Five Previous Military Interventions in West Africa
February 2, 2017 in West Africa
West African states have a long history of sending their military forces to intervene in neighbouring countries, under the umbrella of a regional cooperation bloc.
Created in 1975, the Economic Community of West African States (ECOWAS) focuses mainly on resolving regional conflicts. The group has fifteen members, of which eight are francophone (Benin, Burkina Faso, Guinea, Ivory Coast, Mali, Niger, Senegal and Togo); five are Anglophone (The Gambia, Ghana, Liberia, Nigeria and Sierra Leone); and two are Portuguese speaking (Cape Verde and Guinea-Bissau). The organization is dominated politically and economically by regional powerhouse Nigeria.
In the case of The Gambia, where President Yahya Jammeh has refused to stand down after losing the 1 December 2016 presidential election, the bloc has thrown its support behind the new President Adama Barrow.
Here is a look at the five main foreign interventions that have been carried out since 1990:
MALI
On 11 January 2013, following a United Nations Security Council resolution, the bloc authorises the immediate deployment of an intervention force that aims to help Mali retake its Islamist-controlled north. On the same day, the French military launched Operation Serval to back the Malian army and drive back the Islamists, who are pushing south towards the capital, Bamako. The West African force comprises of 6,300 men, including 2,000 from Chad, which is not an ECOWAS member. The Chadian soldiers were on the frontline alongside French soldiers in fighting the insurgents. On 1 July 2013, the ECOWAS force is absorbed by the UN’s MINUSMA stabilization force in Mali, which is currently 13,000 strong.
GUINEA-BISSAU
West African troops deployed to Guinea-Bissau in May 2012 in order to help the political transition after one of the country’s many coups. They have since served with a mandate to protect public figures and institutions. The force consists of more than 600 police officers and paramilitary gendarmes from Burkina Faso, Nigeria, Niger, Senegal and Togo. Already in February 1999, a lightly armed ECOWAS force was deployed to the country in a bid to help resolve the crisis. The force however withdrew several months later after failing to prevent a resumption of fighting and the overthrow of the head of state.
LIBERIA
In August 1990, ECOWAS deployed a force of several hundred men to Liberia to intervene in a civil war that had ignited eight months earlier. The ECOWAS Ceasefire Monitoring Group (ECOMOG) quickly grew to nearly 20,000 soldiers. Although it was generally described as a peacekeeping force, ECOMOG was soon called on to take more responsibilities for maintaining order. In early 1997, more than seven years after the war began, ECOMOG carried out a major disarmament operation, which effectively paved the way for multi-party elections that were held in July of that year. The last ECOMOG soldiers left Liberia in October 1999.

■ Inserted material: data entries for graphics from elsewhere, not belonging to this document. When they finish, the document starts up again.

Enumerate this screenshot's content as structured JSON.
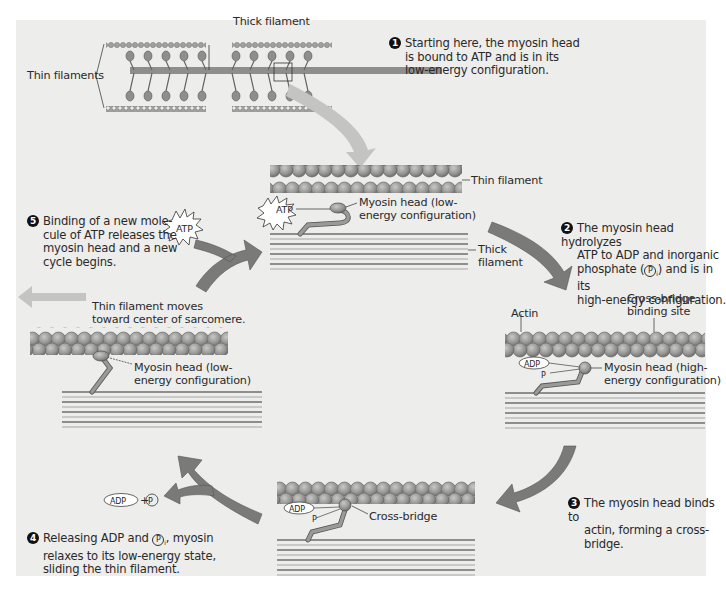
{
  "overview": {
    "thick_filament_label": "Thick filament",
    "thin_filaments_label": "Thin filaments"
  },
  "steps": [
    {
      "number": "1",
      "text": [
        "Starting here, the myosin head",
        "is bound to ATP and is in its",
        "low-energy configuration."
      ]
    },
    {
      "number": "2",
      "text": [
        "The myosin head hydrolyzes",
        "ATP to ADP and inorganic",
        "phosphate (",
        ") and is in its",
        "high-energy configuration."
      ]
    },
    {
      "number": "3",
      "text": [
        "The myosin head binds to",
        "actin, forming a cross-",
        "bridge."
      ]
    },
    {
      "number": "4",
      "text": [
        "Releasing ADP and ",
        ", myosin",
        "relaxes to its low-energy state,",
        "sliding the thin filament."
      ]
    },
    {
      "number": "5",
      "text": [
        "Binding of a new mole-",
        "cule of ATP releases the",
        "myosin head and a new",
        "cycle begins."
      ]
    }
  ],
  "labels": {
    "thin_filament": "Thin filament",
    "thick_filament_1": "Thick",
    "thick_filament_2": "filament",
    "myosin_low_1": "Myosin head (low-",
    "myosin_low_2": "energy configuration)",
    "myosin_high_1": "Myosin head (high-",
    "myosin_high_2": "energy configuration)",
    "actin": "Actin",
    "cross_bridge_site_1": "Cross-bridge",
    "cross_bridge_site_2": "binding site",
    "cross_bridge": "Cross-bridge",
    "movement_1": "Thin filament moves",
    "movement_2": "toward center of sarcomere.",
    "atp": "ATP",
    "adp": "ADP",
    "pi": "P",
    "pi_sub": "i",
    "plus": "+"
  },
  "colors": {
    "panel_bg": "#ededeb",
    "actin_bead": "#9a9a98",
    "actin_edge": "#6a6a68",
    "arrow": "#7a7a78",
    "big_arrow_light": "#c4c4c2",
    "thick_line_dark": "#6e6e6c",
    "thick_line_light": "#bdbdbb"
  }
}
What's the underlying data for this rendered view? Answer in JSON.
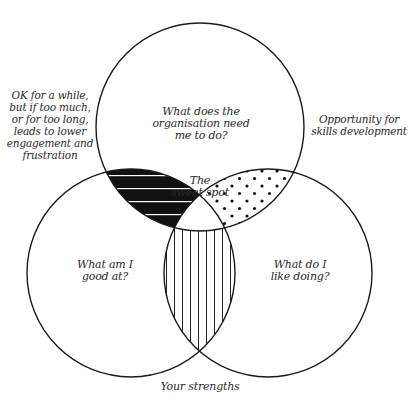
{
  "diagram": {
    "type": "three-circle venn",
    "circles": [
      {
        "id": "top",
        "label": "What does the\norganisation need\nme to do?"
      },
      {
        "id": "bottom-left",
        "label": "What am I\ngood at?"
      },
      {
        "id": "bottom-right",
        "label": "What do I\nlike doing?"
      }
    ],
    "intersections": {
      "center": "The\nsweet spot",
      "top_left_pattern": "black with white horizontal stripes",
      "top_right_pattern": "dots",
      "bottom_pattern": "vertical lines"
    },
    "annotations": {
      "left": "OK for a while,\nbut if too much,\nor for too long,\nleads to lower\nengagement and\nfrustration",
      "right": "Opportunity for\nskills development",
      "bottom": "Your strengths"
    },
    "colors": {
      "stroke": "#1a1a1a",
      "fill": "#ffffff",
      "text": "#2a2a2a"
    }
  }
}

In August 2003, a new ECOWAS mission, known as ECOMIL, was deployed to the capital Monrovia, which had been under siege by rebels for three months. The force, which was restricted to some 3,500 soldiers, was unable to deploy across the whole of the country, resulting it in transferring its contingent to the United Nations.
SIERRA LEONE
ECOMOG’s Nigerian contingent drives a 1998 – 1998 military junta, the Revolutionary United Front (RUF), from Freetown and reinstates President Ahmed Tejan Kabbah. On 6 January 1999, the RUF invaded Freetown. IT was expelled two weeks later by ECOMOG troops. The West African intervention force, which has up to 11,000 men stationed in Sierra Leone, officially winds up its mission in May 2000 and is replace by the UN peacekeeping force, which was formed to guarantee the Lome peace accord of July 1999, which ended the civil war.
IVORY COAST
A 1,300-strong West African force is deployed in January 2003 after a military rebellion, which effectively cuts Ivory Coast in two. In 2004, the soldiers are integrated into the UN’s mission in the country.